What is the Supply Schedule?
Bitcoin's supply schedule is the predetermined rate at which new bitcoin is created and released into circulation. Unlike traditional currencies, where central banks control the money supply, Bitcoin's issuance is governed entirely by code. A total of 21 million bitcoin will ever exist. As of early 2026, roughly 19.8 million have already been mined — about 94% of the total supply. The remaining bitcoin will be released gradually through mining rewards over the next century.
Why It Matters
The supply schedule is what makes Bitcoin fundamentally different from every fiat currency in history. No government, corporation, or individual can change it. This predictability gives holders confidence that their bitcoin won't be diluted by surprise monetary expansion.

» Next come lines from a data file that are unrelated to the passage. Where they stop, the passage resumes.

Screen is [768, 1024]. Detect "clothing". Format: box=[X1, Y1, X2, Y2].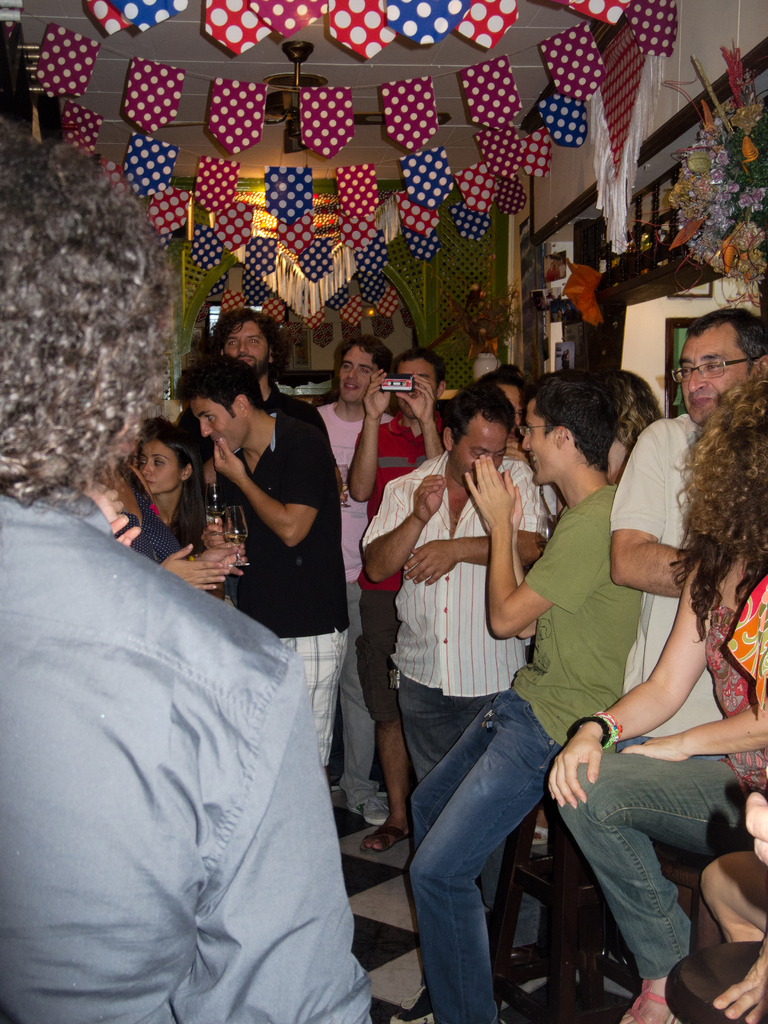
box=[26, 429, 365, 1014].
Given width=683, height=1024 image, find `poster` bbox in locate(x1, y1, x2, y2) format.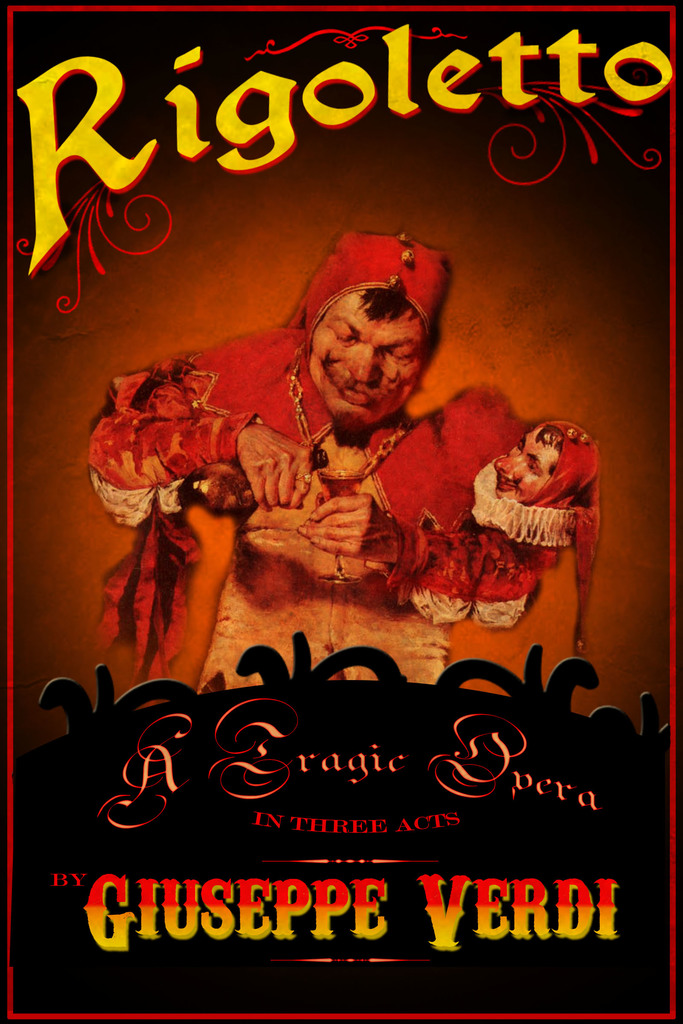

It also creates increasing scarcity over time: as halvings reduce the rate of new issuance, the ratio of existing supply to new supply grows, a dynamic that has historically coincided with bull markets. The supply schedule is Bitcoin's most powerful economic feature.
How It Works
Every time a miner successfully adds a block to the blockchain (roughly every 10 minutes), they receive a block reward of newly created bitcoin. This reward started at 50 BTC per block in 2009. Every 210,000 blocks (approximately every four years), the reward is cut in half — an event called the halving. The schedule: 50 BTC (2009), 25 BTC (2012), 12.5 BTC (2016), 6.25 BTC (2020), 3.125 BTC (2024). By around 2140, the block reward will round down to zero, and all 21 million bitcoin will be in circulation. After that, miners will be compensated entirely through transaction fees.